Millions of adults in the western world of professing Christianity have memories of those sleepy mornings when, all excited to be dragged from bed at perhaps 3:00 or 4:00 a.m., they were dressed in frilly little frocks or a new little boy’s suit, complete with clip-on bow tie; white patent-leather shoes, greens and yellows—the colors of spring—and trundled off in the family car to join with hundreds or thousands of others in an “Easter Sunrise Service.”
You didn’t know what “Easter” was. Only that it sounded a little like a point on the compass, maybe the opposite of “Wester”? Most likely, if you are like millions of others, you never became curious enough to look up the term. We tend to take our environment for granted. Naturally, like Christmas, it comes to all of Protestantism from the Roman Catholic Church. However, the universal church got it from much more ancient sources.
Here is what the Catholic Encyclopedia has to say about Easter: “The English term, according to the Ven. Bede (De temporum ratione, I, v) relates to Eostre, a Teutonic goddess of the rising light of day and spring…that the Apostolic fathers [the apostles of Christ] do not mention it and that we first hear of it principally through the controversy of the Quartodecimans are purely accidental” (The Catholic Encyclopedia, Vol. V, p. 224).
A “Teutonic goddess of the rising light of day and spring”? Well, yes, but much, much more than merely a pagan goddess of the rising light of day and spring. She was, in the demented minds of superstitious pagans, a goddess of sex and fertility; of fecundity and procreativity. Her symbols were, most importantly, the egg, and, secondarily, the rabbit. Of course, rabbits don’t lay eggs, but many a child does not learn this until a later age.
Now, notice the origin of the name “Easter.” Hislop says, “It is not a Christian name. It bears its Chaldean origin on its very forehead. Easter is nothing else than Astarte, one of the titles of Beltis, the queen of heaven, whose name, as pronounced by the people of Nineveh, was evidently identical with that now in common use in this country. That name, as found by Layard on the Assyrian monuments, is Ishtar” (The Two Babylons, Hislop, p. 103).
Of course, as millions know and also observe, “Easter” is preceded by forty days of “Lent.” But where did “Lent” come from?” Is it the past tense of “to lend”? It certainly is not found in the Bible!
Let Hislop answer: “The forty days’ abstinence of Lent was directly borrowed from the worshippers of the Babylonian goddess. Such a Lent of forty days, ‘in the spring of the year,’ is still observed by the Yezidis or pagan devil-worshippers of Koordistan, who have inherited it from their early masters, the Babylonians.”
There is no part of “Easter” which is not rooted in rank paganism. “But we don’t do it with those pagan meanings in mind,” one might protest. Naturally! That is the whole point! It is the disguise, the deception, the counterfeit which Satan uses to delude and deceive, not a direct admission of the truth.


Using the material that follows, output exactly the lines from the one containing "Image is 816x379 pixels." through the one containing "Image is 631x358 pixels.", with both ends kept.
⟨
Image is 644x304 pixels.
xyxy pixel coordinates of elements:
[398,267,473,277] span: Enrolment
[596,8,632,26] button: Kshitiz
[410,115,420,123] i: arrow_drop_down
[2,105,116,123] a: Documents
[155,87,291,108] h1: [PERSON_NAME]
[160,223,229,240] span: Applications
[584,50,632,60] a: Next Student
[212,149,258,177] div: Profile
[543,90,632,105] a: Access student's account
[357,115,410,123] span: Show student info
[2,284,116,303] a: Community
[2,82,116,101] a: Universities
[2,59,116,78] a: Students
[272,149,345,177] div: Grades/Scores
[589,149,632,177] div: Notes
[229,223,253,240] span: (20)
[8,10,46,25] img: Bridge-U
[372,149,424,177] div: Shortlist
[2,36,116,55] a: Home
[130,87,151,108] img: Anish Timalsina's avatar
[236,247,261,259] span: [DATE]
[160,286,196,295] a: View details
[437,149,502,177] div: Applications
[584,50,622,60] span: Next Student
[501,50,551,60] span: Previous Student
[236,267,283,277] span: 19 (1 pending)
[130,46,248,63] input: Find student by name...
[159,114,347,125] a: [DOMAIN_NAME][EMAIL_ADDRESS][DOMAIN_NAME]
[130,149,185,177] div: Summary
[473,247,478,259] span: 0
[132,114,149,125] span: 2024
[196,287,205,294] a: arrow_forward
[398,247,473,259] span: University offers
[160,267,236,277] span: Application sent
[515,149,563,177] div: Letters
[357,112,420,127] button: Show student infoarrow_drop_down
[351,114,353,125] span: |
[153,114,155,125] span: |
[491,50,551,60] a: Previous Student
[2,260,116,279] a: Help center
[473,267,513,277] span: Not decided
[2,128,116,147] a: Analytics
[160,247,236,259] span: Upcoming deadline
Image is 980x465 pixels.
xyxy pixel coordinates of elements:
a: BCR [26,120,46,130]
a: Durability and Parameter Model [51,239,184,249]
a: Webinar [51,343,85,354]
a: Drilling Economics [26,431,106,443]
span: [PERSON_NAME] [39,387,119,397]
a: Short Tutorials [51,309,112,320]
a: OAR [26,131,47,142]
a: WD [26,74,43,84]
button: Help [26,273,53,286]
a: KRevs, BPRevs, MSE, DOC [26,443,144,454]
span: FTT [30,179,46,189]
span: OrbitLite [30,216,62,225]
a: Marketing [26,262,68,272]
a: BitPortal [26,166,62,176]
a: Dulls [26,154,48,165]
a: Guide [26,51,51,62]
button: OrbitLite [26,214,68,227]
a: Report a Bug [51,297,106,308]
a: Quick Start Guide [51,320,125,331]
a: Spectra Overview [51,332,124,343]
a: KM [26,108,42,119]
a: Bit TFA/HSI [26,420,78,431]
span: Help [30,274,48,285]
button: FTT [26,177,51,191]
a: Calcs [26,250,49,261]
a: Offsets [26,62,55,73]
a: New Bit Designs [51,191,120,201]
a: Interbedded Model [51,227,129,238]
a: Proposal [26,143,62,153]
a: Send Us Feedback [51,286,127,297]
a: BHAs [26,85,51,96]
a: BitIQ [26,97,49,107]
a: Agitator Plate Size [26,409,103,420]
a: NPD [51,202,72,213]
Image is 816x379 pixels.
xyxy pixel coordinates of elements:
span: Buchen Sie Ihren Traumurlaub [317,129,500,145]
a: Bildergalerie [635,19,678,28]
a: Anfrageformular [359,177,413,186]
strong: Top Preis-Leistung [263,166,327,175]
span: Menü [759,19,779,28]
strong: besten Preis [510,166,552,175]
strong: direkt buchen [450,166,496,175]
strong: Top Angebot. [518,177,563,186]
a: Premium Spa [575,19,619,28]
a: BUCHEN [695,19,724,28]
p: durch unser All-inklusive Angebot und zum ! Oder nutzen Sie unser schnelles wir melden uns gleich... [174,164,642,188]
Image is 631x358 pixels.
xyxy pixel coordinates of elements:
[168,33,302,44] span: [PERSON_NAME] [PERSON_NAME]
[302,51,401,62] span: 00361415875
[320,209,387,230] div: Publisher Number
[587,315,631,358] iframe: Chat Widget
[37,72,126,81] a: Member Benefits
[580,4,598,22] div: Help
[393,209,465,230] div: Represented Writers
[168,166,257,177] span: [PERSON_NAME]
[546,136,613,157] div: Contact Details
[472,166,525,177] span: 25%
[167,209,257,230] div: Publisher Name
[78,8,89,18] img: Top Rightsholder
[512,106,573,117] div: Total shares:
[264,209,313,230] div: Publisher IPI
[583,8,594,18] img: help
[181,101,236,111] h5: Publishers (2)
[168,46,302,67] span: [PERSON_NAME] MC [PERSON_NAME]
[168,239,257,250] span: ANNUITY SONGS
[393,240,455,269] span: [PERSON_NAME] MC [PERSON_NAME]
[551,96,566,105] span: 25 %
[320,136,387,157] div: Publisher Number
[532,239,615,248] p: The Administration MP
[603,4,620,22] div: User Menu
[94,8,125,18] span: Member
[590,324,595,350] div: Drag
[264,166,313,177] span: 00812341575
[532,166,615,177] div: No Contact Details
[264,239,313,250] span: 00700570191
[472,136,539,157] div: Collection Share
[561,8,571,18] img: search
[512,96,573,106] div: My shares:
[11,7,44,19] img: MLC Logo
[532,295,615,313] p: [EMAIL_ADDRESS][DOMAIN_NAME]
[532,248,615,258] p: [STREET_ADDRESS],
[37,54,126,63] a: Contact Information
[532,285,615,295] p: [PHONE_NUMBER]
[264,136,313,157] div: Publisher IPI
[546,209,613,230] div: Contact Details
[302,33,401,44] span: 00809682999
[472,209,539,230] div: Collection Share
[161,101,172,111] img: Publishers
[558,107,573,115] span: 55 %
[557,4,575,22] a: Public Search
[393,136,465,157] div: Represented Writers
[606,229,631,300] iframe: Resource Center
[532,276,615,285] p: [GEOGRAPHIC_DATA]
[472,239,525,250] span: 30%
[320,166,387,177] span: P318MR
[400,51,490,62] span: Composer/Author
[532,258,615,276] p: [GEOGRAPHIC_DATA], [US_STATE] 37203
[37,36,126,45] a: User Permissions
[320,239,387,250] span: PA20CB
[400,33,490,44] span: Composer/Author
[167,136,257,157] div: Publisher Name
⟩
⟨
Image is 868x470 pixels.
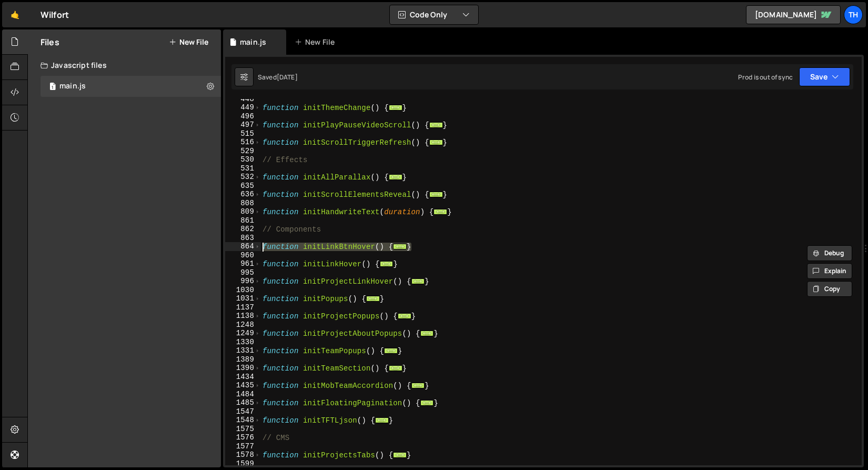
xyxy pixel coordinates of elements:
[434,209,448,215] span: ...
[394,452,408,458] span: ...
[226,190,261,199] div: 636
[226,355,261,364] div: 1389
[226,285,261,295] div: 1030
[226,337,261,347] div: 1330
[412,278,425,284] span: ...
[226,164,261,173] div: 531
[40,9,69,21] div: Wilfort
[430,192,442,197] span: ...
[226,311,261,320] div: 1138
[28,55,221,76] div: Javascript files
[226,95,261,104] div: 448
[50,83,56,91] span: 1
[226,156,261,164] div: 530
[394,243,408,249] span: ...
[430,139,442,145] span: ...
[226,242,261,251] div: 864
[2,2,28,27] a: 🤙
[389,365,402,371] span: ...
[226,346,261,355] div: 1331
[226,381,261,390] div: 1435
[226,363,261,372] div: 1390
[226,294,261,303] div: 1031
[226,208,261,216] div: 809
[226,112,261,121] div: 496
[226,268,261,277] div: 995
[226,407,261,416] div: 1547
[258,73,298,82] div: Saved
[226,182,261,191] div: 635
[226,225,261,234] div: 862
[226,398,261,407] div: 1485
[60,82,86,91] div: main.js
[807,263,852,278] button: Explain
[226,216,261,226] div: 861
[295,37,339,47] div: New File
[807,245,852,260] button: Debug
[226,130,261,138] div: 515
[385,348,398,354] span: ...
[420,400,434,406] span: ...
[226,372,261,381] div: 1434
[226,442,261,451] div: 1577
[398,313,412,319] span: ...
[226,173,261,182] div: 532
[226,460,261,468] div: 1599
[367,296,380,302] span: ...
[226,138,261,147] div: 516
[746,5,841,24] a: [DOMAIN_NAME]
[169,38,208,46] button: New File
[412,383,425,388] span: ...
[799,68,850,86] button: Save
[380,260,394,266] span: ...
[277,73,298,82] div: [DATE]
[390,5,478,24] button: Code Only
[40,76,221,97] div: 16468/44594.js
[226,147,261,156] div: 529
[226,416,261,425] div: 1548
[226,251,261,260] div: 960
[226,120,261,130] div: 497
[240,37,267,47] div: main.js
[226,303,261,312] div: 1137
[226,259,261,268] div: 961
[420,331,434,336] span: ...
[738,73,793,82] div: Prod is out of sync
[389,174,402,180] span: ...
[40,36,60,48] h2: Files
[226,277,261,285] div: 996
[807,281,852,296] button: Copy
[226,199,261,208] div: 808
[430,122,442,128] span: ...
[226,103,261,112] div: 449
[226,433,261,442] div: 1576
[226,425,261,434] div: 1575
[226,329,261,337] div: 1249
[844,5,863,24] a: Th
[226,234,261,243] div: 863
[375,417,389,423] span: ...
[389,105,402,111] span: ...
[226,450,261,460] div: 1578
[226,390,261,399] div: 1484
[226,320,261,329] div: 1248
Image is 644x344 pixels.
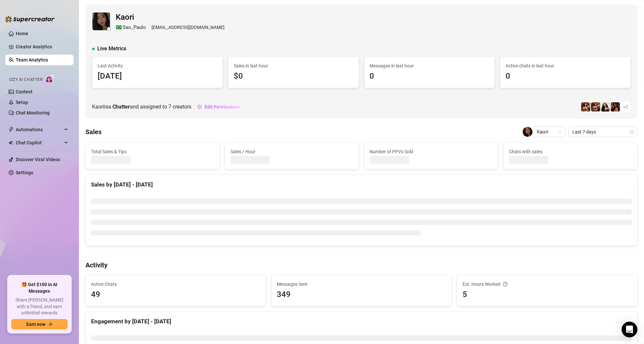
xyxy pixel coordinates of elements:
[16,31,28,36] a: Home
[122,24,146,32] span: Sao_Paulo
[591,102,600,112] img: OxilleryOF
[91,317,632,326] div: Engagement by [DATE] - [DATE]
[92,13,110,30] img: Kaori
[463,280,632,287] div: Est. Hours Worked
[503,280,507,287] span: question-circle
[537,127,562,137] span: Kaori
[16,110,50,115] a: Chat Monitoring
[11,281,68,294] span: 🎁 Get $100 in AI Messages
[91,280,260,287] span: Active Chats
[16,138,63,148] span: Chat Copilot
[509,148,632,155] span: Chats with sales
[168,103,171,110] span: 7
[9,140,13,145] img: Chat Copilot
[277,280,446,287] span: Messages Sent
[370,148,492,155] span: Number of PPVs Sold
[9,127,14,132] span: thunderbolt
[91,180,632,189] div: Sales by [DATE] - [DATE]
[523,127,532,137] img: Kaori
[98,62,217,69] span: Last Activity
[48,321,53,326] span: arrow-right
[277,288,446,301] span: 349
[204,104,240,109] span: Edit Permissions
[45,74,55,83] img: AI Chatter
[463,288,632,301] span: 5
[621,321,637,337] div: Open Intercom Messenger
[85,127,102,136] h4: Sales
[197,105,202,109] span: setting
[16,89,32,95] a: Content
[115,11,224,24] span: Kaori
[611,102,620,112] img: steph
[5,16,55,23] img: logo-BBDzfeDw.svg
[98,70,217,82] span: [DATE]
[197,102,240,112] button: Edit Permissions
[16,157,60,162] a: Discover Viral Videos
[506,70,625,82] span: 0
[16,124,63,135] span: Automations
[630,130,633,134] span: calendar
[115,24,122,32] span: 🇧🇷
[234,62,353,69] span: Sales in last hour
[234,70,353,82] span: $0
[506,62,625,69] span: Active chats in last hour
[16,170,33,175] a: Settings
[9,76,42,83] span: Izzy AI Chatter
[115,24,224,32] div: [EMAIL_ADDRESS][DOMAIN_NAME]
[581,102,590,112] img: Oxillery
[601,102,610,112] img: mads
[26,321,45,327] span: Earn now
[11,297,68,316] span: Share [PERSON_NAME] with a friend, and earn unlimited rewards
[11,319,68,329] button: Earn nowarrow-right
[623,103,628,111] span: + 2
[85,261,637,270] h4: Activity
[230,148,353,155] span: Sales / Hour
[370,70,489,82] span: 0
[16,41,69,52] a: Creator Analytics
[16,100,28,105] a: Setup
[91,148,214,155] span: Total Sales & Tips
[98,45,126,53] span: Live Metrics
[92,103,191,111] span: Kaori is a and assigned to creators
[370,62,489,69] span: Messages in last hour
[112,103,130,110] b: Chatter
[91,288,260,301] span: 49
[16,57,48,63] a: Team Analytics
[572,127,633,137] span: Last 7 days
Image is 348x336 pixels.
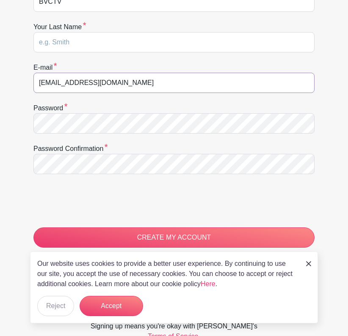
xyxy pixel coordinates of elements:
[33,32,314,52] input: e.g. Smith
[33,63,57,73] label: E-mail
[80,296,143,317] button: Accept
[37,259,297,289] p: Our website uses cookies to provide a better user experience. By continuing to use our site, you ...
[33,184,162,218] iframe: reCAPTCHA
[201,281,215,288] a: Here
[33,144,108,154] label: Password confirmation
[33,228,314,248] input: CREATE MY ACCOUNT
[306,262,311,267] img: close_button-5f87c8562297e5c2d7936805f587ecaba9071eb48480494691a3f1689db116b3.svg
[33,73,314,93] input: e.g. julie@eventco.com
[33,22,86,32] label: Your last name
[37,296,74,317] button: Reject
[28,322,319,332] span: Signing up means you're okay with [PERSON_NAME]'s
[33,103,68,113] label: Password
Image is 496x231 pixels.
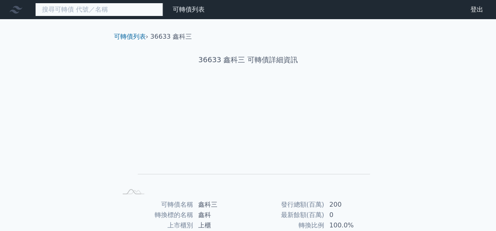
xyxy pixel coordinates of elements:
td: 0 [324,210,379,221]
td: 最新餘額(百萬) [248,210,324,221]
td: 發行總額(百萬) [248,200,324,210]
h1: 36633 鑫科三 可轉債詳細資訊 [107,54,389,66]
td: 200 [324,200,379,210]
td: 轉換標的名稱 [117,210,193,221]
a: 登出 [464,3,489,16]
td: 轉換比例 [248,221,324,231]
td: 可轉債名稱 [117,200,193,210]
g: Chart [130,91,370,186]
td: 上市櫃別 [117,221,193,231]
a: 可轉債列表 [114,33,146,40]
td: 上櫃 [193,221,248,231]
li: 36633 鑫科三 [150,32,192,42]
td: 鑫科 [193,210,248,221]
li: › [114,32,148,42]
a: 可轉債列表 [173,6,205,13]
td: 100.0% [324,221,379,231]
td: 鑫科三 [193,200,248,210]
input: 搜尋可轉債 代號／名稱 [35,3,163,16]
⟩
⟨
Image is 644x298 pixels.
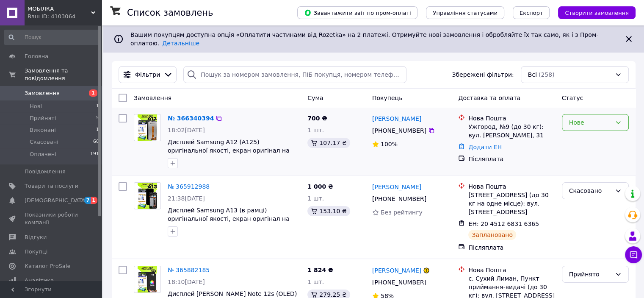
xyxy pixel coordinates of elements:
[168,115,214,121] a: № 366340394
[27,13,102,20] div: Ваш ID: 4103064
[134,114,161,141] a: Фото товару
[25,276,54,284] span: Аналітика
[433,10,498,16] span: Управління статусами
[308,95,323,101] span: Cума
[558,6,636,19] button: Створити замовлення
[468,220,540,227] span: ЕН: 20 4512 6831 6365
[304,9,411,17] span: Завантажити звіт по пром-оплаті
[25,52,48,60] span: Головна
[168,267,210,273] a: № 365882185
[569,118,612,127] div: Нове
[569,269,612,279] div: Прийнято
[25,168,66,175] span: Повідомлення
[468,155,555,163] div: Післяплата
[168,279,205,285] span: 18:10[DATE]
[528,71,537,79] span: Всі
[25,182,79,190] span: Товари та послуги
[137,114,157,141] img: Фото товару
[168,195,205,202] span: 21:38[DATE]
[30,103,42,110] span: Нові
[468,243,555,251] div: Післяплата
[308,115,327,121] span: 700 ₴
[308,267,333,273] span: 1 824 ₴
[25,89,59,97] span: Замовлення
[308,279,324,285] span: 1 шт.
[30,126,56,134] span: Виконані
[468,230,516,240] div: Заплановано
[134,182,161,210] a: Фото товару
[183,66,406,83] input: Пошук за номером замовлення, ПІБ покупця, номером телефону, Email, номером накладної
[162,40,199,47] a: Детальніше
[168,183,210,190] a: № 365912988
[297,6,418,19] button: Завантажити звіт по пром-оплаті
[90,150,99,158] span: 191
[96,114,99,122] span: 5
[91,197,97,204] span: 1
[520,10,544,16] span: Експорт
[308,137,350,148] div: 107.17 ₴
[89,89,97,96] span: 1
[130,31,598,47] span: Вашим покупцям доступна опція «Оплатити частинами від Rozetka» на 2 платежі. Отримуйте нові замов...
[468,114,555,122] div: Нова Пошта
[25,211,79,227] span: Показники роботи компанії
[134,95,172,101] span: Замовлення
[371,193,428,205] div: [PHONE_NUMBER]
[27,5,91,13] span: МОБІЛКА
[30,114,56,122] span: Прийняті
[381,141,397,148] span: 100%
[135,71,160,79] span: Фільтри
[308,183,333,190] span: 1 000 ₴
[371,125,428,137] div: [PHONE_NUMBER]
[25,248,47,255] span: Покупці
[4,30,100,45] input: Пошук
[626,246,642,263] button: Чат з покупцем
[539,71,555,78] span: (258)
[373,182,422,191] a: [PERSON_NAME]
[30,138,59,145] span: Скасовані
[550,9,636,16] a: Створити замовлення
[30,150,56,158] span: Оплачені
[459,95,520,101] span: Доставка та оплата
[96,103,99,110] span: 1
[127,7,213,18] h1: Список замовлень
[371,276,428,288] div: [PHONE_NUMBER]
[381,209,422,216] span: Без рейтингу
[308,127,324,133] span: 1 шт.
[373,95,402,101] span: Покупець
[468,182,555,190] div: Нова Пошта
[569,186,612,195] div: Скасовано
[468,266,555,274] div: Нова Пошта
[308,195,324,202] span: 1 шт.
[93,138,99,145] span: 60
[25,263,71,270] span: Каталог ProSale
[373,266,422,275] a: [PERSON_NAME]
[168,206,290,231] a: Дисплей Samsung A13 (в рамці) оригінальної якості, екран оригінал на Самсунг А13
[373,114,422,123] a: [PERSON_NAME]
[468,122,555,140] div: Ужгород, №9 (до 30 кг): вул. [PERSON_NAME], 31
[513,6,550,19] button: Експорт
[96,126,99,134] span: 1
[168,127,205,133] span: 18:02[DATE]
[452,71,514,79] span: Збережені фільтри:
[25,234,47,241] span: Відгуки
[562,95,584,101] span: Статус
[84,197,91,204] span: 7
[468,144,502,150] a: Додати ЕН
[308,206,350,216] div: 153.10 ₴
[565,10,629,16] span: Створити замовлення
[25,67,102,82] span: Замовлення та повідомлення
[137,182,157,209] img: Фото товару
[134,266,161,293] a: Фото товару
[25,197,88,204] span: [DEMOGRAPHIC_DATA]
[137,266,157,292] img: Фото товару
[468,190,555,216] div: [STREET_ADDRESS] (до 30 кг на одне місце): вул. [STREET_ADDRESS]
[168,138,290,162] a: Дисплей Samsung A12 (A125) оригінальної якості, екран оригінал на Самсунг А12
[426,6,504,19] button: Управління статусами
⟩
## EXERCISE SOLUTION
Image is 816x379 pixels.
xyxy pixel coordinates of elements:
span: Buchen Sie Ihren Traumurlaub [317,129,500,145]
a: Bildergalerie [635,19,678,28]
a: Anfrageformular [359,177,413,186]
strong: Top Preis-Leistung [263,166,327,175]
span: Menü [759,19,779,28]
strong: besten Preis [510,166,552,175]
strong: direkt buchen [450,166,496,175]
strong: Top Angebot. [518,177,563,186]
a: Premium Spa [575,19,619,28]
a: BUCHEN [695,19,724,28]
p: durch unser All-inklusive Angebot und zum ! Oder nutzen Sie unser schnelles wir melden uns gleich... [174,164,642,188]
Image is 631x358 pixels.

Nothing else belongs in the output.